Go Fish

The St. Jude Is One of Seattle’s Last Commercial Tuna Boats

How a grizzled Seattle fisherman found himself trolling for tuna in the South Pacific and selling straight on the dock.

By Eric Nusbaum February 13, 2024 Published in the Spring 2024 issue of Seattle Met

Image: Sarah Flotard

It’s a Monday afternoon and Fishermen’s Terminal in Ballard is relatively empty. A man pulls into the parking lot in a minivan and snakes his way over speed bumps to the water’s edge, where he stops alongside a battered-looking boat. After hopping onto the deck and exchanging a few words and some cash with the boat’s all-Fijian crew, he gingerly packs a whole flash-frozen albacore tuna into a Styrofoam container, places it in his trunk, and glides away.

The transaction has the air of a secret. But it isn’t one. The St. Jude has been trolling for albacore in the Pacific for 35 years, and its owners, Joe and Joyce Malley, have been selling their catch off the boat intermittently since 1999. When you think of classic Seattle seafood, your mind doesn’t necessarily go to tuna. But the story of the St. Jude is one of how Seattle is connected to fisheries from Alaska to the South Pacific, and how those fisheries have evolved over half a century.

St. Jude owner Joe Malley and the ship.

Image: Sarah Flotard

In 1978, Joe Malley was a PhD student in math at the University of Oregon when he was invited to spend a few days fishing salmon in Alaska over winter break. By the time he got back, his academic career was over. “I hocked everything I owned, borrowed all the money I could, and bought a boat and permit, literally never having driven a boat that didn't have an outboard on the back,” Malley says.

Image: Sarah Flotard

For the next 15 years, Malley fished salmon, halibut, and black cod. But he found himself constantly frustrated by the shifting politics of regulatory agencies, by the dangers of single-day season openings, in which boats had a short window to produce their annual catch of a fish, regardless of weather conditions, and by the industry’s constant struggles to sustain itself without destroying the biomass it depended on.

Albacore trolling, on the other hand, is a “graceful fishery.” When you longline at the seafloor, or trawl with a net, you end up with a lot of superfluous bycatch. Not so with the young albacore the St. Jude is after, who live near the surface in a very specific temperature belt of 58- to 68-degree water “It’s like sport fishing,” says Malley. “Basically, you’re driving around with lures on the surface, and the fish come up and grab a lure and you pull them in by hand and bleed them and brainstem them.”

The individual albacore—each between two and three feet long—are then handed down to the ship’s onboard freezer hold, where they remain for the duration of the trip. There’s an element of art to the whole process. An albacore must be handled with great care before it is frozen, otherwise you risk bruising it.

A single tuna trip can take the St. Jude anywhere from off the coast of Washington and British Columbia to Japan to the South Pacific, for up to three months at a time. It’s not for everybody. And, increasingly, Malley has found that Americans are not cut out for the long trips—even though the work is lucrative. “They want to step on the boat, make a lot of money, wash the boat, walk away, and go buy a Camaro.”

Malley with fishing master Paul Raikeve (left) and crew member Nick Vererua. 

Image: Sarah Flotard

Which is why the crew of the St. Jude, including its fishing master, Paul Raikeve, is entirely Fijian. The Fijian crew is paid the same wages local crews would be, says Malley, taking home shares of each trip’s catch, plus a cut of what they sell at the dock. But the reliance on international crews by tuna boats is also made complicated by immigration policies and treaties. While the St. Jude’s customer that day at Fishermen’s Terminal was welcome to step onto the boat and examine the albacore he was buying, the actual crewmembers were not legally allowed to step off of it onto dryland.

Normally, the Malleys solve this problem by drydocking in Canada and by flying their crew home from Vancouver. But in 2023, that wasn’t legally possible either, so the St. Jude did things the old-fashioned way. After selling off most of its tuna at Fishermen’s Terminal, the boat headed up to Bellingham to drop off the remainder at a cannery, then set out through the Salish Sea, beyond the Juan de Fuca Strait, and into the open ocean for a 29-day run to Fiji.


* [Instructions to follow]: Output all of the records word for word and drop the images.

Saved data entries
[Start of section]

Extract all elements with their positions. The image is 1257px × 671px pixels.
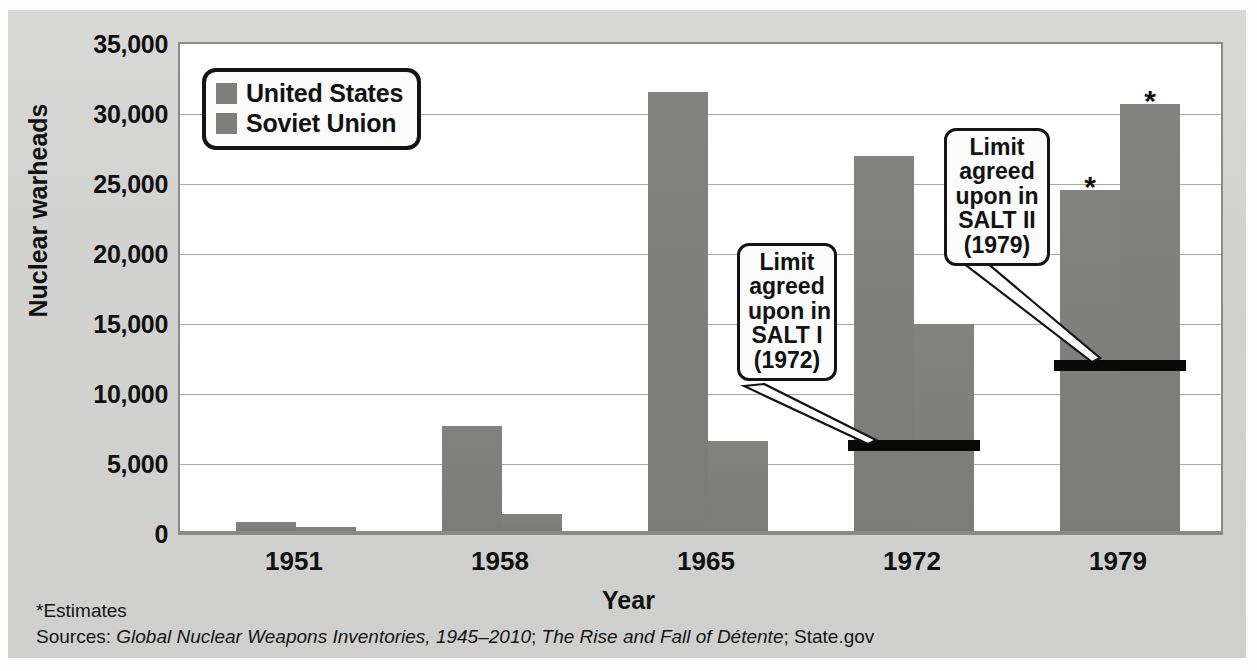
callout-salt-2-line-2: agreed [955, 159, 1039, 183]
chart-figure: 35,000 30,000 25,000 20,000 15,000 10,00… [0, 0, 1257, 671]
estimate-marker-soviet-union-1979: * [1130, 86, 1170, 116]
x-tick-1965: 1965 [606, 546, 806, 577]
bar-united-states-1972 [854, 156, 914, 531]
bar-soviet-union-1972 [914, 324, 974, 531]
callout-salt-2-line-4: SALT II [955, 208, 1039, 232]
bar-soviet-union-1979 [1120, 104, 1180, 531]
source-title-3: State.gov [794, 626, 874, 647]
salt-1-limit-line [848, 440, 980, 451]
sources-separator-2: ; [783, 626, 794, 647]
legend-item-soviet-union: Soviet Union [216, 108, 403, 138]
salt-2-limit-line [1054, 360, 1186, 371]
chart-legend: United States Soviet Union [202, 68, 421, 150]
source-title-1: Global Nuclear Weapons Inventories, 1945… [116, 626, 531, 647]
y-axis-title: Nuclear warheads [24, 51, 53, 371]
bar-united-states-1951 [236, 522, 296, 531]
gridline-0 [180, 531, 1221, 533]
callout-salt-1-line-3: upon in [748, 299, 826, 323]
legend-swatch-soviet-union [216, 113, 237, 134]
sources-separator-1: ; [531, 626, 542, 647]
y-tick-0: 0 [28, 520, 168, 549]
y-tick-5000: 5,000 [28, 450, 168, 479]
legend-item-united-states: United States [216, 78, 403, 108]
bar-united-states-1965 [648, 92, 708, 531]
x-tick-1979: 1979 [1018, 546, 1218, 577]
bar-united-states-1958 [442, 426, 502, 531]
callout-salt-1-line-4: SALT I [748, 323, 826, 347]
callout-salt-2-line-1: Limit [955, 135, 1039, 159]
callout-salt-2-line-3: upon in [955, 184, 1039, 208]
x-tick-1958: 1958 [400, 546, 600, 577]
callout-salt-1: Limit agreed upon in SALT I (1972) [737, 243, 837, 381]
callout-salt-2-line-5: (1979) [955, 233, 1039, 257]
sources-prefix: Sources: [36, 626, 116, 647]
callout-salt-1-line-1: Limit [748, 250, 826, 274]
y-tick-10000: 10,000 [28, 380, 168, 409]
bar-soviet-union-1951 [296, 527, 356, 531]
callout-salt-1-line-2: agreed [748, 274, 826, 298]
bar-soviet-union-1965 [708, 441, 768, 531]
x-tick-1951: 1951 [194, 546, 394, 577]
source-title-2: The Rise and Fall of Détente [542, 626, 784, 647]
x-axis-title: Year [0, 586, 1257, 615]
x-tick-1972: 1972 [812, 546, 1012, 577]
footnote-estimates: *Estimates [36, 600, 127, 622]
legend-label-united-states: United States [246, 79, 403, 108]
legend-swatch-united-states [216, 83, 237, 104]
callout-salt-1-line-5: (1972) [748, 348, 826, 372]
estimate-marker-united-states-1979: * [1070, 172, 1110, 202]
bar-soviet-union-1958 [502, 514, 562, 531]
footnote-sources: Sources: Global Nuclear Weapons Inventor… [36, 626, 874, 648]
legend-label-soviet-union: Soviet Union [246, 109, 396, 138]
callout-salt-2: Limit agreed upon in SALT II (1979) [944, 128, 1050, 266]
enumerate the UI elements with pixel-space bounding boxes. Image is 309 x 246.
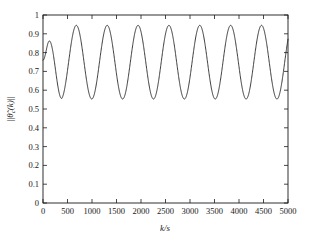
- x-tick-label: 5000: [280, 206, 297, 216]
- y-axis-title-argument: (k): [5, 100, 15, 110]
- y-tick-label: 0.7: [28, 66, 39, 76]
- x-tick-label: 4000: [231, 206, 248, 216]
- x-tick-label: 3500: [206, 206, 223, 216]
- line-chart: 0500100015002000250030003500400045005000…: [0, 0, 309, 246]
- y-axis-tick-labels: 00.10.20.30.40.50.60.70.80.91: [28, 10, 39, 208]
- y-tick-label: 0.6: [28, 85, 39, 95]
- y-tick-label: 0.9: [28, 29, 39, 39]
- x-tick-label: 2000: [133, 206, 150, 216]
- y-axis-title-bars-right: ||: [5, 97, 15, 101]
- y-tick-label: 0.8: [28, 48, 39, 58]
- x-tick-label: 1500: [108, 206, 125, 216]
- x-axis-tick-labels: 0500100015002000250030003500400045005000: [41, 206, 297, 216]
- x-tick-label: 4500: [255, 206, 272, 216]
- y-tick-label: 0.3: [28, 142, 39, 152]
- y-tick-label: 0.5: [28, 104, 39, 114]
- svg-text:||θ̃c(k)||: ||θ̃c(k)||: [5, 97, 16, 122]
- y-tick-label: 0.2: [28, 160, 39, 170]
- y-tick-label: 0.4: [28, 123, 39, 133]
- y-axis-title: ||θ̃c(k)||: [5, 97, 16, 122]
- y-tick-label: 1: [35, 10, 39, 20]
- x-tick-label: 1000: [84, 206, 101, 216]
- x-axis-title: k/s: [160, 223, 170, 233]
- x-tick-label: 2500: [157, 206, 174, 216]
- x-tick-label: 500: [61, 206, 74, 216]
- y-tick-label: 0: [35, 198, 39, 208]
- plot-background: [43, 15, 288, 203]
- figure-container: 0500100015002000250030003500400045005000…: [0, 0, 309, 246]
- x-tick-label: 3000: [182, 206, 199, 216]
- y-tick-label: 0.1: [28, 179, 39, 189]
- x-tick-label: 0: [41, 206, 45, 216]
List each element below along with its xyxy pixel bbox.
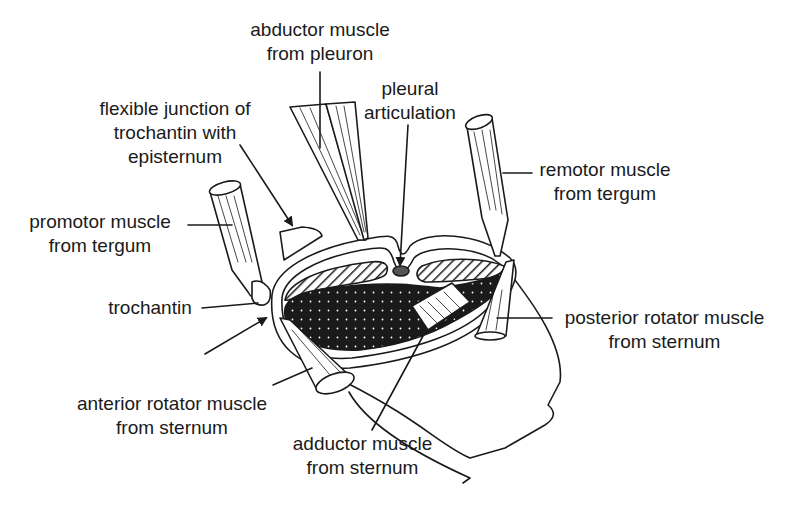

[End of section]

* [Answer space]:
Extract all elements with their positions. The image is 1257px × 671px pixels.
callout-salt-2-line-2: agreed [955, 159, 1039, 183]
chart-figure: 35,000 30,000 25,000 20,000 15,000 10,00… [0, 0, 1257, 671]
estimate-marker-soviet-union-1979: * [1130, 86, 1170, 116]
x-tick-1965: 1965 [606, 546, 806, 577]
bar-united-states-1972 [854, 156, 914, 531]
bar-soviet-union-1972 [914, 324, 974, 531]
callout-salt-2-line-4: SALT II [955, 208, 1039, 232]
bar-soviet-union-1979 [1120, 104, 1180, 531]
source-title-3: State.gov [794, 626, 874, 647]
salt-1-limit-line [848, 440, 980, 451]
sources-separator-2: ; [783, 626, 794, 647]
legend-item-soviet-union: Soviet Union [216, 108, 403, 138]
salt-2-limit-line [1054, 360, 1186, 371]
chart-legend: United States Soviet Union [202, 68, 421, 150]
source-title-1: Global Nuclear Weapons Inventories, 1945… [116, 626, 531, 647]
y-axis-title: Nuclear warheads [24, 51, 53, 371]
bar-united-states-1951 [236, 522, 296, 531]
gridline-0 [180, 531, 1221, 533]
callout-salt-1-line-3: upon in [748, 299, 826, 323]
legend-swatch-soviet-union [216, 113, 237, 134]
sources-separator-1: ; [531, 626, 542, 647]
y-tick-0: 0 [28, 520, 168, 549]
y-tick-5000: 5,000 [28, 450, 168, 479]
legend-item-united-states: United States [216, 78, 403, 108]
bar-united-states-1965 [648, 92, 708, 531]
x-tick-1979: 1979 [1018, 546, 1218, 577]
bar-united-states-1958 [442, 426, 502, 531]
callout-salt-1-line-4: SALT I [748, 323, 826, 347]
callout-salt-2-line-1: Limit [955, 135, 1039, 159]
callout-salt-2-line-3: upon in [955, 184, 1039, 208]
x-tick-1958: 1958 [400, 546, 600, 577]
callout-salt-1: Limit agreed upon in SALT I (1972) [737, 243, 837, 381]
callout-salt-2-line-5: (1979) [955, 233, 1039, 257]
sources-prefix: Sources: [36, 626, 116, 647]
callout-salt-1-line-1: Limit [748, 250, 826, 274]
y-tick-10000: 10,000 [28, 380, 168, 409]
bar-soviet-union-1951 [296, 527, 356, 531]
callout-salt-1-line-2: agreed [748, 274, 826, 298]
bar-soviet-union-1965 [708, 441, 768, 531]
x-tick-1951: 1951 [194, 546, 394, 577]
source-title-2: The Rise and Fall of Détente [542, 626, 784, 647]
x-axis-title: Year [0, 586, 1257, 615]
x-tick-1972: 1972 [812, 546, 1012, 577]
footnote-estimates: *Estimates [36, 600, 127, 622]
legend-label-united-states: United States [246, 79, 403, 108]
legend-swatch-united-states [216, 83, 237, 104]
callout-salt-1-line-5: (1972) [748, 348, 826, 372]
estimate-marker-united-states-1979: * [1070, 172, 1110, 202]
bar-soviet-union-1958 [502, 514, 562, 531]
footnote-sources: Sources: Global Nuclear Weapons Inventor… [36, 626, 874, 648]
legend-label-soviet-union: Soviet Union [246, 109, 396, 138]
callout-salt-2: Limit agreed upon in SALT II (1979) [944, 128, 1050, 266]
enumerate the UI elements with pixel-space bounding boxes. Image is 309 x 246.
- x-tick-label: 5000: [280, 206, 297, 216]
- y-axis-title-argument: (k): [5, 100, 15, 110]
- y-tick-label: 0.7: [28, 66, 39, 76]
- x-tick-label: 4000: [231, 206, 248, 216]
- x-tick-label: 3500: [206, 206, 223, 216]
- line-chart: 0500100015002000250030003500400045005000…: [0, 0, 309, 246]
- y-axis-tick-labels: 00.10.20.30.40.50.60.70.80.91: [28, 10, 39, 208]
- y-tick-label: 0.6: [28, 85, 39, 95]
- y-tick-label: 0.9: [28, 29, 39, 39]
- x-tick-label: 2000: [133, 206, 150, 216]
- y-axis-title-bars-right: ||: [5, 97, 15, 101]
- y-tick-label: 0.8: [28, 48, 39, 58]
- x-tick-label: 1500: [108, 206, 125, 216]
- x-axis-tick-labels: 0500100015002000250030003500400045005000: [41, 206, 297, 216]
- x-tick-label: 4500: [255, 206, 272, 216]
- y-tick-label: 0.3: [28, 142, 39, 152]
- y-tick-label: 0.5: [28, 104, 39, 114]
- svg-text:||θ̃c(k)||: ||θ̃c(k)||: [5, 97, 16, 122]
- y-tick-label: 0.2: [28, 160, 39, 170]
- y-tick-label: 0.4: [28, 123, 39, 133]
- y-axis-title: ||θ̃c(k)||: [5, 97, 16, 122]
- y-tick-label: 1: [35, 10, 39, 20]
- x-tick-label: 1000: [84, 206, 101, 216]
- x-axis-title: k/s: [160, 223, 170, 233]
- x-tick-label: 2500: [157, 206, 174, 216]
- x-tick-label: 500: [61, 206, 74, 216]
- y-tick-label: 0: [35, 198, 39, 208]
- plot-background: [43, 15, 288, 203]
- figure-container: 0500100015002000250030003500400045005000…: [0, 0, 309, 246]
- x-tick-label: 3000: [182, 206, 199, 216]
- y-tick-label: 0.1: [28, 179, 39, 189]
- x-tick-label: 0: [41, 206, 45, 216]
List each element below along with its xyxy pixel bbox.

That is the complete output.